Angus Kidman14 January 2009, 4:00 PM
Palm’s new WebOS operating system and forthcoming Pre are drawing cautious enthusiasm, but there are still roadblocks to overcome if Palm is to become a major smartphone player.
It’s been more than a decade since Palm first introduced the original PalmPilot (pictured below), and it feels like even longer since Palm has been a relevant player in that field. Increased competition, internal financial woes and an increasing concentration on the US market have reduced its one-time dominance and left it looking like an also-ran.
In recent years, Palm has churned out a slow dribble of devices based on its creaky old Palm OS which, although having a well designed interface, is minimally internet enabled and prone to system-wide crashes, alongside a selection of Windows Mobile-based handsets.

One of the most widely anticipated events of CES 2009 was Palm’s announcement of its new operating system and mobile phone plans. While most of the relevant information leaked prior to the official press conference, Palm’s plans for a new handheld (the Pre) and a revised operating system (webOS) have still attracted plenty of attention amongst the CES crowd in Las Vegas.
So what’s new and exciting in this bundle of announcements? Not heaps on a hardware technology level, to be honest. Palm has eagerly jumped on the multi-touch wagon, promising the same multi-finger drag-and-drop options which the iPhone seems to have established as an interface norm. According to research by the Consumer Electronics Association, 75% of users would like to make use of a touch-screen interface – so this is a sensible commercial decision, but hardly a major innovation.
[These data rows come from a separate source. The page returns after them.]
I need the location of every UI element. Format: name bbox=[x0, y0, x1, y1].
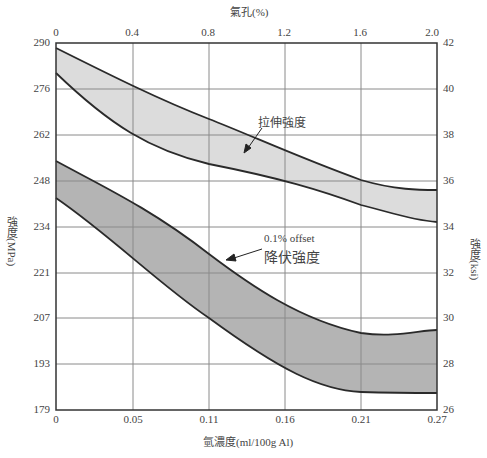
x2-tick: 0.4 bbox=[112, 26, 152, 38]
x-tick: 0.21 bbox=[341, 413, 381, 425]
left-axis-title: 強度(MPa) bbox=[4, 216, 20, 266]
right-axis-title: 強度(ksi) bbox=[467, 238, 483, 280]
x-tick: 0.05 bbox=[113, 413, 153, 425]
x2-tick: 1.6 bbox=[340, 26, 380, 38]
chart-canvas bbox=[0, 0, 487, 458]
y-tick: 193 bbox=[20, 357, 50, 369]
y-tick: 221 bbox=[20, 266, 50, 278]
x2-tick: 2.0 bbox=[412, 26, 452, 38]
x-tick: 0 bbox=[36, 413, 76, 425]
y2-tick: 40 bbox=[443, 82, 454, 94]
y2-tick: 34 bbox=[443, 220, 454, 232]
y-tick: 207 bbox=[20, 311, 50, 323]
yield-strength-label: 降伏強度 bbox=[264, 246, 320, 266]
top-axis-title: 氣孔(%) bbox=[230, 3, 269, 19]
y-tick: 276 bbox=[20, 82, 50, 94]
y-tick: 248 bbox=[20, 174, 50, 186]
offset-label: 0.1% offset bbox=[264, 232, 315, 244]
yield-arrow bbox=[226, 249, 262, 261]
y-tick: 262 bbox=[20, 128, 50, 140]
x-tick: 0.27 bbox=[417, 413, 457, 425]
bottom-axis-title: 氫濃度(ml/100g Al) bbox=[203, 433, 293, 449]
y2-tick: 38 bbox=[443, 128, 454, 140]
x2-tick: 0 bbox=[36, 26, 76, 38]
y2-tick: 28 bbox=[443, 357, 454, 369]
x2-tick: 0.8 bbox=[188, 26, 228, 38]
y2-tick: 32 bbox=[443, 266, 454, 278]
x-tick: 0.16 bbox=[265, 413, 305, 425]
y2-tick: 30 bbox=[443, 311, 454, 323]
y-tick: 234 bbox=[20, 220, 50, 232]
tensile-strength-label: 拉伸強度 bbox=[258, 113, 306, 131]
x-tick: 0.11 bbox=[189, 413, 229, 425]
x2-tick: 1.2 bbox=[264, 26, 304, 38]
y2-tick: 36 bbox=[443, 174, 454, 186]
The official Palm spin is that wireless connectivity means that “webOS is the first mobile platform to automatically bring your information from the many places it resides – on your phone, at your work or on the web – into one simple, integrated view”. In practice, achieving that goal with any platform is hard, though all the major mobile OS vendors have had a crack at it.
Palm has used the name Synergy for this approach, which aims to blend contacts from multiple sources such as Outlook and Facebook, allowing you to update details in one place and have that information reflected elsewhere.
Calendar details can be sub-categorised (for work and family commitments) and seen separately or collectively, and again, you can integrate a work calendar from Outlook, a home calendar from Google Calendar and a social or birthdays calendar from Facebook.
Messages to a single contact will also be placed in a threaded view, combining (for instance), IM, text and email responses. I genuinely can’t decide if this would be a massively helpful improvement or a context-scrambling nuisance.
Palm has also pledged to make notifications of incoming messages and tasks less intrusive. Again, this is in line with prevailing fashions on both handhelds and computers (one of the major selling points for Windows 7 is reducing intrusiveness for notifications). There’s support for integration with Exchange, along with built-in mail and IM clients.
The first webOS phone, the Pre, is similarly very much in line with current trends. While it supports the touch-screen interface, it also includes a pull-out QWERTY keyboard, which is good news for those of us who fancy writing more than a few characters at a time. Also on board: an accelerometer to do the expected screen reorientation, proximity sensors to switch off the touch screen when you’re making a call, a mini-USB connector, and built-in GPS.

Perhaps the most novel hardware aspect is a separate charger, the Touchstone (pictured below), which can wirelessly recharge the device whenever it is laid on top of it. Wireless charging has been a popular goal for power system manufacturers, but the Pre is the first mainstream phone to get that option out of the box. (Note, though, that the Touchstone charger is an optional accessory, and you'll also need the "Touchstone charging back" for the phone, which is another separate optional accessory -- so the wireless charging kit is unlikely to be cheap.)

Despite all those changes. Palm has a long way to go if it wants to recapture a meaningful share of the market. According to Gartner, it had just 2.1% of the worldwide smartphone OS market in the third quarter of 2008. Market leader Symbian had 49.8%, followed by BlackBerry, Mac OS X (via the iPhone), Windows Mobile and Linux. All those competitors also offer touch-screen options and most are available from multiple carriers, an advantage Palm doesn’t currently enjoy.
Rollout details are also painfully sketchy. Palm has said the phone will be available in the first half of 2009 for US customers via Sprint, but hasn’t disclosed what costs will be involved. A non-locked UMTS version for worldwide use is also promised, but details on that front are even hazier and there are some potential problems. For instance, Palm has promised that applications on the phone will be constantly connected to the Web, which sounds like an expensive proposition in markets like Australia where all-you-can-eat data plans are not the norm.